Jesus' Coming Back

Abortion is a Civil Rights Issue

Abortion is a civil rights issue, though not in the way pro-abortionists want to spin it. We should not forget that, after Roe v. Wade was decided in 1973, there were liberal Democrats who opposed the ruling as a civil rights violation. Senators William Proxmire of Wisconsin and Harold Hughes of Iowa spring to mind, as do congressmen like Jim Oberstar of Minnesota.

The fundamental duty of any society is to protect the lives of its members. There is no more basic function of a society than to keep its members alive. That means protecting them from foreign assault by providing for national defense. That means protecting them from domestic violence by making and enforcing criminal accountability.

This is the bottom-line purpose of any society. English philosophers as different as Thomas Hobbes and John Locke agreed on this point. When Thomas Jefferson opines about “unalienable rights” of life, liberty, and pursuit of happiness, he was not just putting in some “nice words” before he got to his point: declare American independence. Go back and reread his argument (which, while changing “property” to “pursuit of happiness” basically comes straight out of Locke).

  1. There are “inalienable” rights.
  2. Those rights do not come from any government or even democratic majority. They come from God and nobody — not even a democratic majority — can take them away.
  3. When governments “become destructive” of those rights, they forfeit their subjects’ allegiance.
  4. When that destruction becomes grievous enough, people even have the right to overthrow such rights-destructive governments.

That’s where Jefferson’s independence argument comes in: King George III and the British Parliament had so systematically violated the rights of people in these colonies that any claims of allegiance were dissolved.

Now, the list of rights Jefferson enumerates as divinely conferred and inalienable are limited and ordered. They start with “life.” Not with “liberty.” Not with “happiness.” Life is prerequisite to the other two.

So, if a government exists to protect “certain unalienable rights” which include “life,” that government has got to conclude who is alive. Think that through: if governments exist to protect the unalienable right to life, governments have to determine who is alive. It is very clear from Jefferson (and Hobbes and Locke) that question cannot be one of private judgment: everybody decides it for himself. No society can fulfill its basic responsibilities if everybody has his own opinion of what constitutes life. Nor did Jefferson or Hobbes or Locke consider that question a purely religious or doctrinal question, even far less one that was epistemologically insoluble. They all would have considered the notion that everybody makes up his own mind on that question utter nonsense, an example not of deep thinking but not thinking.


> PROBLEM DESCRIPTION
Search the data below for the word "content" and report how many lines contain it. Nothing but the number is needed.
===== RECORDED INFORMATION
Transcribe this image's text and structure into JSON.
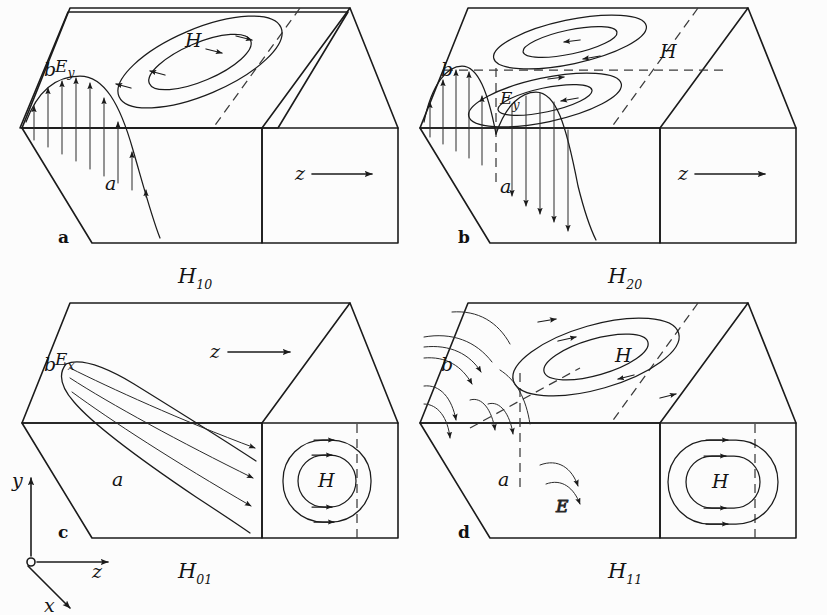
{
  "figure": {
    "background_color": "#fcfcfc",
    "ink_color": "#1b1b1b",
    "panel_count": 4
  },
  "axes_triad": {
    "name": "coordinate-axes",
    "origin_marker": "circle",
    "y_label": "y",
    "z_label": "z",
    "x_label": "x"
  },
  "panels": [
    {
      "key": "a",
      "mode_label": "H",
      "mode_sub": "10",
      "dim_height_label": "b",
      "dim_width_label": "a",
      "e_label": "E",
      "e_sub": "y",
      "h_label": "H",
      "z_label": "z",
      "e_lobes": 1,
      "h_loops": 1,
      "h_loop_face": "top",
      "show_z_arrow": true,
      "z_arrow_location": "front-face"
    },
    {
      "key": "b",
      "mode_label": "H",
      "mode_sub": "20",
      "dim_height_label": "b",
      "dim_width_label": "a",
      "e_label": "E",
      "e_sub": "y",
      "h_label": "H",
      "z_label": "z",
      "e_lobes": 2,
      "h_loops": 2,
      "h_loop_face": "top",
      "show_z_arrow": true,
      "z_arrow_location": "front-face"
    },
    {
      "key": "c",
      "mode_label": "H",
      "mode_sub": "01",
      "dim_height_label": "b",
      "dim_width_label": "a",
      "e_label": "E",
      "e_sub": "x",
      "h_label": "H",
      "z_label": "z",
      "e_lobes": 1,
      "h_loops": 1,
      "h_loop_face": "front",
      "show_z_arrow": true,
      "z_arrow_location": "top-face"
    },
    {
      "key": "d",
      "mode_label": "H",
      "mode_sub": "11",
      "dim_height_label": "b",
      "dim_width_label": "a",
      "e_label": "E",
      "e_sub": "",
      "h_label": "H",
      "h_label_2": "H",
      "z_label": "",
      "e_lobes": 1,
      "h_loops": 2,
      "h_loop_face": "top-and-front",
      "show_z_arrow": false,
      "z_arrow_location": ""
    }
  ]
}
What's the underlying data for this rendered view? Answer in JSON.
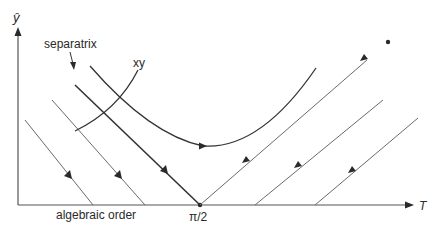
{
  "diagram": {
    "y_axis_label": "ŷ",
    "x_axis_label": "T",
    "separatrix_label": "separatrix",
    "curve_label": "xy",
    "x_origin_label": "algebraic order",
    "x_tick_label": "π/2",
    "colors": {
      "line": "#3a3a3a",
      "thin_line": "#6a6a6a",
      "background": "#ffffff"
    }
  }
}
==========
===== RECORDED INFORMATION
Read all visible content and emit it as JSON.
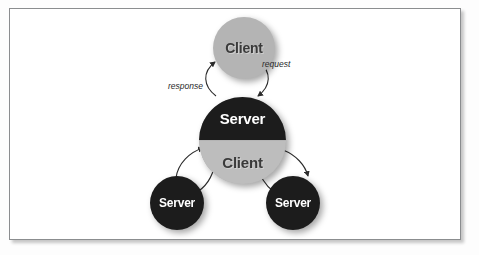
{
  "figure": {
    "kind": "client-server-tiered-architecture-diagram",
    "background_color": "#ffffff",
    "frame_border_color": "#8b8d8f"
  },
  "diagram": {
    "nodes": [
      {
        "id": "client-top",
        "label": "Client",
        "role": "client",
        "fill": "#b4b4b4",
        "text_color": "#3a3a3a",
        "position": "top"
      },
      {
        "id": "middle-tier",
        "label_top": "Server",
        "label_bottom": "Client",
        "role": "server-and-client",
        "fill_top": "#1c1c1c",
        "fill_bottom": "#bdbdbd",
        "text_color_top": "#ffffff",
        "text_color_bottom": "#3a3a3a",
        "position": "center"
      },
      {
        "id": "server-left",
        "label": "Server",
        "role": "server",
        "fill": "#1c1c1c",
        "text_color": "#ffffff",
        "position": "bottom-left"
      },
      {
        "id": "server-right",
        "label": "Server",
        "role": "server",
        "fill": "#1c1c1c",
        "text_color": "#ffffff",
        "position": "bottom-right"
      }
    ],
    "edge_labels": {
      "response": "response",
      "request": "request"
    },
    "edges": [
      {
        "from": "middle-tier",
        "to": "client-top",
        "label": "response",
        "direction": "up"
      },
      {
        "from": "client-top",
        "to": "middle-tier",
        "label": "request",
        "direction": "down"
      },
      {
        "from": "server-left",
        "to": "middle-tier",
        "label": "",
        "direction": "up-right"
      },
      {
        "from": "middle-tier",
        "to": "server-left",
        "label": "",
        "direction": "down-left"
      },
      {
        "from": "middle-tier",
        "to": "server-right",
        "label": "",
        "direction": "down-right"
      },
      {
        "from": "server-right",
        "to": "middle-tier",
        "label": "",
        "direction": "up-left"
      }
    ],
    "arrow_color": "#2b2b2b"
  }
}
==========
===== RECORDED INFORMATION
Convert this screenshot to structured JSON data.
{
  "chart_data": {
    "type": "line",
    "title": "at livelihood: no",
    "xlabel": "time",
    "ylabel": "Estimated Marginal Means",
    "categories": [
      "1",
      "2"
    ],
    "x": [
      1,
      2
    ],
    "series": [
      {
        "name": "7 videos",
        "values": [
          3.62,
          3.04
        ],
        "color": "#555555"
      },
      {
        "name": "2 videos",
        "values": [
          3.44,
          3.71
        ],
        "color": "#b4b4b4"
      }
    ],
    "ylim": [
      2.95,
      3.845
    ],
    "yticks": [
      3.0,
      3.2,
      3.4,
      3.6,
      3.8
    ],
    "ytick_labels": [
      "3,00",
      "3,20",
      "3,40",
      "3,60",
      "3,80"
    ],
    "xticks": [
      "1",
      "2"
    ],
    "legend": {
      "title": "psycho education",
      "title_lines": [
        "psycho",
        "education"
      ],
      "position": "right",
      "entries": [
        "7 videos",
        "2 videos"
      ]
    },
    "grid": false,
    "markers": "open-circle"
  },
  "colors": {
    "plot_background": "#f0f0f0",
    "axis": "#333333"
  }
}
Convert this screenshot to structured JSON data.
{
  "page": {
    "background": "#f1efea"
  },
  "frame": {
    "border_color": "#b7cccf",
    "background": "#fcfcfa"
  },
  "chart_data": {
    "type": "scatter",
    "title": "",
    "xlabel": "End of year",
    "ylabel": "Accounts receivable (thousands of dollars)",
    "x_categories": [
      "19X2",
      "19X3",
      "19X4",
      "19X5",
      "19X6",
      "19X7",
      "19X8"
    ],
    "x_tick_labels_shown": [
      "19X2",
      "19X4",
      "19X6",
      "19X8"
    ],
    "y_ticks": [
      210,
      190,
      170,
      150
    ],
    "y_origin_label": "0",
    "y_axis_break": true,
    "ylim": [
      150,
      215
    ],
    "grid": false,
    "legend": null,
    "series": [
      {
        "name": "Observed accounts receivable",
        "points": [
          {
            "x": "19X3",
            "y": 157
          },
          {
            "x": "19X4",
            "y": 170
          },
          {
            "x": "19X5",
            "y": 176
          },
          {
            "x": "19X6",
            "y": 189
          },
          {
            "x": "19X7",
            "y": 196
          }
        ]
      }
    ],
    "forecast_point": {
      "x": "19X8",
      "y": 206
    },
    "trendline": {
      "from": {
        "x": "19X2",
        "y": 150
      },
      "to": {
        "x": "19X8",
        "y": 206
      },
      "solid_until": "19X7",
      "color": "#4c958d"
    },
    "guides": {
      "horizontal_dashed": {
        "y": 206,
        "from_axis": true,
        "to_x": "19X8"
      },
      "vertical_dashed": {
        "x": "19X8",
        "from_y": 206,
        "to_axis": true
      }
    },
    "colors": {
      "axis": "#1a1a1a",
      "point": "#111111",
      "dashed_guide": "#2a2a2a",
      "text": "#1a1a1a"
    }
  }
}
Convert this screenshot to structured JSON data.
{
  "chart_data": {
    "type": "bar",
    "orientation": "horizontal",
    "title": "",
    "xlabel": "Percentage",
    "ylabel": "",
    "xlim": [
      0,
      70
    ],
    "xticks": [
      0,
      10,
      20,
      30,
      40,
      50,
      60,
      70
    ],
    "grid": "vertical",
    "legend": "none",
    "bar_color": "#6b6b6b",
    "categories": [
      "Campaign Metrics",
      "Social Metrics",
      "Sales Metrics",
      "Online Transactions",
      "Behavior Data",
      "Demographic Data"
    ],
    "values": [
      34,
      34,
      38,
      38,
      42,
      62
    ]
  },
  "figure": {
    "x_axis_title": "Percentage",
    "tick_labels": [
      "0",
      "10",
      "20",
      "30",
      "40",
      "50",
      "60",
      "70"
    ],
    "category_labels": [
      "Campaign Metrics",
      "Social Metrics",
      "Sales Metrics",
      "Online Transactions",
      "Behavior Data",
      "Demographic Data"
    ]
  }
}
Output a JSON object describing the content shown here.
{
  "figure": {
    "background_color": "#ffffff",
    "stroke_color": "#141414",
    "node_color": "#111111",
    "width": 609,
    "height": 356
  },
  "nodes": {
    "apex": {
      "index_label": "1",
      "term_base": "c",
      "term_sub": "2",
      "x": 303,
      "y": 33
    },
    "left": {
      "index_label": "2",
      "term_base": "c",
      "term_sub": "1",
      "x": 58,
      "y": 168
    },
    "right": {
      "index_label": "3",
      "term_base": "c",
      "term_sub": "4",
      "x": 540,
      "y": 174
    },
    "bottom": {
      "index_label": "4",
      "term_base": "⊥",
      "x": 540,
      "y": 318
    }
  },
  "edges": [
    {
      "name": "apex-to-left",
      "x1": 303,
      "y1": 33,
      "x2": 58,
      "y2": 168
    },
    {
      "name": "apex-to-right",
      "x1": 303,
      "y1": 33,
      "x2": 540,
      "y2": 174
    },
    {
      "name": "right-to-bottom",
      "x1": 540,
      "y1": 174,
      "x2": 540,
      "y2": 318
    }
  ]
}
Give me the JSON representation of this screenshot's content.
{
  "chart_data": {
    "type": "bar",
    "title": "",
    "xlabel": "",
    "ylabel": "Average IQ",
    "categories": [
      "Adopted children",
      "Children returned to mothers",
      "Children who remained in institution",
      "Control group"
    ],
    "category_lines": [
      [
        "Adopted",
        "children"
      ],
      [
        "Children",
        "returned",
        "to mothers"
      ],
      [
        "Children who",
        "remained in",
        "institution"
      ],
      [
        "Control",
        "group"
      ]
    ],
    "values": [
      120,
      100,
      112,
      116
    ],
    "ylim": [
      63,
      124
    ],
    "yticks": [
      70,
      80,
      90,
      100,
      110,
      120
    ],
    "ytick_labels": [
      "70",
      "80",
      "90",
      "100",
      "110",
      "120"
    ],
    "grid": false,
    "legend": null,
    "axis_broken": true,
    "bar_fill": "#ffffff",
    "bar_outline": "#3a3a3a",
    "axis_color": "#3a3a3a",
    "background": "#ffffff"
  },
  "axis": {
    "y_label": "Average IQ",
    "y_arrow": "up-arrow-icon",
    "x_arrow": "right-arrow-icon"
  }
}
==========
> EXERCISE RESULT
3